Lizzie shook the skillet so that the pancake slid around. ‘I’s been thinking about that,’ she said, ‘and I’s decided that it isn’t a good idea.’

‘But why?’ said Tess.

‘Because I doesn’t want to put ideas into your heads. Because if I puts ideas into your heads they might turn out to be the wrong ones. And there’s nothing that gets in the way of a right idea more easily than a wrong one.’

‘But can’t you give us a clue, Lizzie?’ said Kevin. ‘A couple of examples?’

‘That’s just what I doesn’t want to do. I has no idea what you’s going to find along your way and I has no idea how you’s going to deal with it. But I does know this. I’d lock that door this minute and holler as loud and as long as I could for Oliver Griffin and his ignorant pal if I thought you was going to be in any danger that you couldn’t manage. I knows that I could do it if I was still a Switcher, and I knows without any doubt that you can do it, too. So get on your way before you starts thinking about things, and be sure to call in and see me as soon as you gets home.’

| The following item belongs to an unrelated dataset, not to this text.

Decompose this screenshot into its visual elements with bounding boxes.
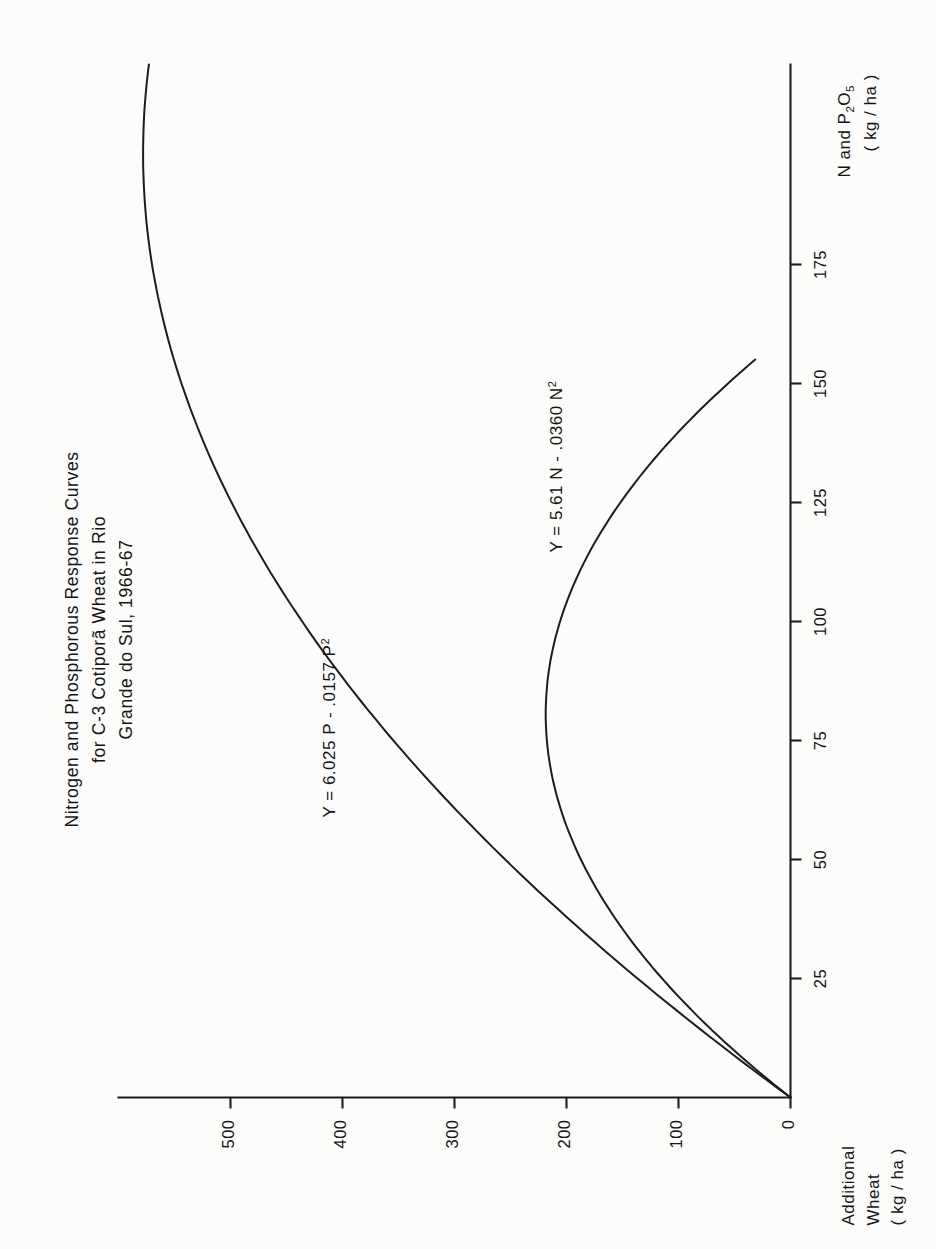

Kevin turned to Tess with a question in his eyes but she looked away and went towards the door. Her heart was numb with fear and she didn’t want him to see it.

Lizzie came with them as far as the front step. ‘Goodbye, now,’ she said, as they walked out into the snow. ‘Look after yourselves. And don’t be too busy concerning yourselves with what is. There’s times when it makes more sense to think about what isn’t.’

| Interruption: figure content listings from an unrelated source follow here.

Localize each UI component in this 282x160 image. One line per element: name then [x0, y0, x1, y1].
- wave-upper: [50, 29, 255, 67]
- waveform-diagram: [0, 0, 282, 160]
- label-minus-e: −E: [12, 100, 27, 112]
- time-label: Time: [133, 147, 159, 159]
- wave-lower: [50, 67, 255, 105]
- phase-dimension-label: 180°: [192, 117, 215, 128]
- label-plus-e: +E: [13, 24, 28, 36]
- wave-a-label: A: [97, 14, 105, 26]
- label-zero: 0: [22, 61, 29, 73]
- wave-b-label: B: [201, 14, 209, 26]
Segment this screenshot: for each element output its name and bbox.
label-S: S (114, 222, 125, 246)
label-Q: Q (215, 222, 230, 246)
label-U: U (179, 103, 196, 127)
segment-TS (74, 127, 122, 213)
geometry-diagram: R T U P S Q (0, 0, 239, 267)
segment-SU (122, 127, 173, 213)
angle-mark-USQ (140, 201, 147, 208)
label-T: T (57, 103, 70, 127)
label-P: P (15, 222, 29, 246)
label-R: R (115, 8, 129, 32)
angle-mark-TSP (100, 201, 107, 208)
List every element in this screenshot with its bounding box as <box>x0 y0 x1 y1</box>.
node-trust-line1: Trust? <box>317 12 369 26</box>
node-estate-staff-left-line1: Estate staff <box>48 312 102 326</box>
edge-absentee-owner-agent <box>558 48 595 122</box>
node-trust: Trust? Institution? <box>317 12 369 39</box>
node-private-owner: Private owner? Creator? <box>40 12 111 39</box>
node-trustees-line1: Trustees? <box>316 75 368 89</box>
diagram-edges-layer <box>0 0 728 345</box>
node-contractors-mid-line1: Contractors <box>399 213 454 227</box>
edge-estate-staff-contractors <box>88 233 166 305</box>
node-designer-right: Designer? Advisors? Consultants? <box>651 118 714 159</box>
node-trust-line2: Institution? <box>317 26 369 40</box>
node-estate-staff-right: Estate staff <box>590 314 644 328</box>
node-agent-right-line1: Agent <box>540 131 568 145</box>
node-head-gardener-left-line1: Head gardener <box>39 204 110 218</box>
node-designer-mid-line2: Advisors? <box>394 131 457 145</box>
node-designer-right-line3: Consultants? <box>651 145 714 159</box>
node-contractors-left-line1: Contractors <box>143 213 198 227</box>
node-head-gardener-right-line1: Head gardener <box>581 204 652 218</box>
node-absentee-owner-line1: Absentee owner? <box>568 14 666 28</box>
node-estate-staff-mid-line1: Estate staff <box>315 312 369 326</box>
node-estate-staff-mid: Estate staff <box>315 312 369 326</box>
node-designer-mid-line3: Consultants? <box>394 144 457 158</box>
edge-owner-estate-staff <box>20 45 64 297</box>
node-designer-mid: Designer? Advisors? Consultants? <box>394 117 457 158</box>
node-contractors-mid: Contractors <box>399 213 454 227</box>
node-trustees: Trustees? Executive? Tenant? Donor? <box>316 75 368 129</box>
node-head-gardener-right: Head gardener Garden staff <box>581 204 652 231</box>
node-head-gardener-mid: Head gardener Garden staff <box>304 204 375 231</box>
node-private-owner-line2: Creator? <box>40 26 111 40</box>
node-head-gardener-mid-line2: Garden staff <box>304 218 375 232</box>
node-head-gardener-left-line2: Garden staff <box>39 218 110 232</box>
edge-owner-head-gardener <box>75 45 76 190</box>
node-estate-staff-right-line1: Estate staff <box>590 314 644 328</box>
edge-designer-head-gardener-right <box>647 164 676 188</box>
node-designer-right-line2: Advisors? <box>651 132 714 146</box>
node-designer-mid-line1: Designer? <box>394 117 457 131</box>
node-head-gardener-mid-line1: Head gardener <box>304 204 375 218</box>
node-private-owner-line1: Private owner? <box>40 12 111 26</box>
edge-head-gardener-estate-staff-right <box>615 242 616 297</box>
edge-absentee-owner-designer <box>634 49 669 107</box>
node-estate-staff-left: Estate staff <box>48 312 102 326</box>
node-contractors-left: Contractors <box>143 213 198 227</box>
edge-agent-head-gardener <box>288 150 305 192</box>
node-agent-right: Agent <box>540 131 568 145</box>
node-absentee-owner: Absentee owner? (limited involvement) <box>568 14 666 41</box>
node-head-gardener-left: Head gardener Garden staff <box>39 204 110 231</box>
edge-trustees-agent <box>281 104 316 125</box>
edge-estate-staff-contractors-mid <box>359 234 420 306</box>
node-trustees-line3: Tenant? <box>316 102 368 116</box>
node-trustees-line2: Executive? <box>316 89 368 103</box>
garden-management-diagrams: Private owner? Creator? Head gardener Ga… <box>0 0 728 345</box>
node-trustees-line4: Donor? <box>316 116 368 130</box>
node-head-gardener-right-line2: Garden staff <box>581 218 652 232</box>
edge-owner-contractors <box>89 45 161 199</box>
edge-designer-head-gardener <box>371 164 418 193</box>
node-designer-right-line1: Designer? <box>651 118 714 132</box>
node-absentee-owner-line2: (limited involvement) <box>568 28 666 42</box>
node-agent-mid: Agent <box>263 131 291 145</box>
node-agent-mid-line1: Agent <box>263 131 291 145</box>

Kevin turned to question her, but the door was closing in his face.

It was still early. Tess looked about her as they walked across Lizzie’s front garden towards the narrow path. Apart from a few cat paw-prints, rapidly being filled in, there was not a mark on the snow. The birds were moving about in the trees and causing little avalanches among the branches, but they were not at all happy about the weather and saw no sense in going further afield before Lizzie came out to feed the chickens.

‘What now?’ said Tess.

Kevin shrugged. ‘Fly, I suppose. There’s no point in walking, is there?’

‘Fly where?’

He shrugged again. ‘North, I suppose.’

They moved closer together as they entered the narrow tunnel of the path.

‘Just like that?’ said Tess. ‘Just fly north into a blizzard? Nothing worked out? No plans?’

‘No plans,’ said Kevin. ‘No compass, no maps. And no hotels along the way, either, and no tents, no sleeping bags.’ Abruptly he gave Tess a friendly shove so that she sidestepped into a shallow drift. His nose was red from the snowflakes blowing into his face, and he was grinning, so that Tess had the fleeting impression of a circus clown. ‘We’re leaving everything behind,’ he said. ‘We’re on our own. No rules, not even Rat rules. Just the two of us, and all that out there.’

All that out there was still filling Tess’s heart with dread, but Kevin’s eyes were shining. ‘Don’t waste your fear, Tess. Save it up for when you need it, like the animals do.’

She smiled, despite herself, and he smiled back, more openly than he had ever done before. ‘Pigeons?’ he said.

Tess laughed, and they were friends beyond any shadow of a doubt, travelling with a common purpose. ‘I hate pigeons,’ she said. ‘Why not be something bigger and faster? We can be anything we want. No one’s going to see us in this snow.’

‘Flamingos?’

‘Eagles?’

‘Swans?’

‘Storks?’

‘Albatrosses!’

‘Yeah! Albatrosses.’ And they were, squeezing awkwardly through the hedge, running with clumsy strides across the wide meadow beyond, and finally rising with slow, graceful wing-beats into the white heart of the blizzard.

Without thinking, without even wondering how they knew, they tilted their wings and were heading north. They flew high, to avoid the hazards of tall buildings appearing out of the snow, and they stayed close together, one slightly beneath the other, so as not to lose sight of one another. Their powerful wings settled into an easy rhythm that they could have maintained for countless hours, but even so, it soon became apparent to them that they would have to choose some other means of travel. The snow was driving into their eyes and blinding them, and the winds up there were gusty and erratic, and made them swirl and spiral in a way that made it almost impossible to stay close together. On several occasions they lost sight of each other, and had to circle and call until they met up again. It was possible for them to continue on, but it would be a slow and anxious journey.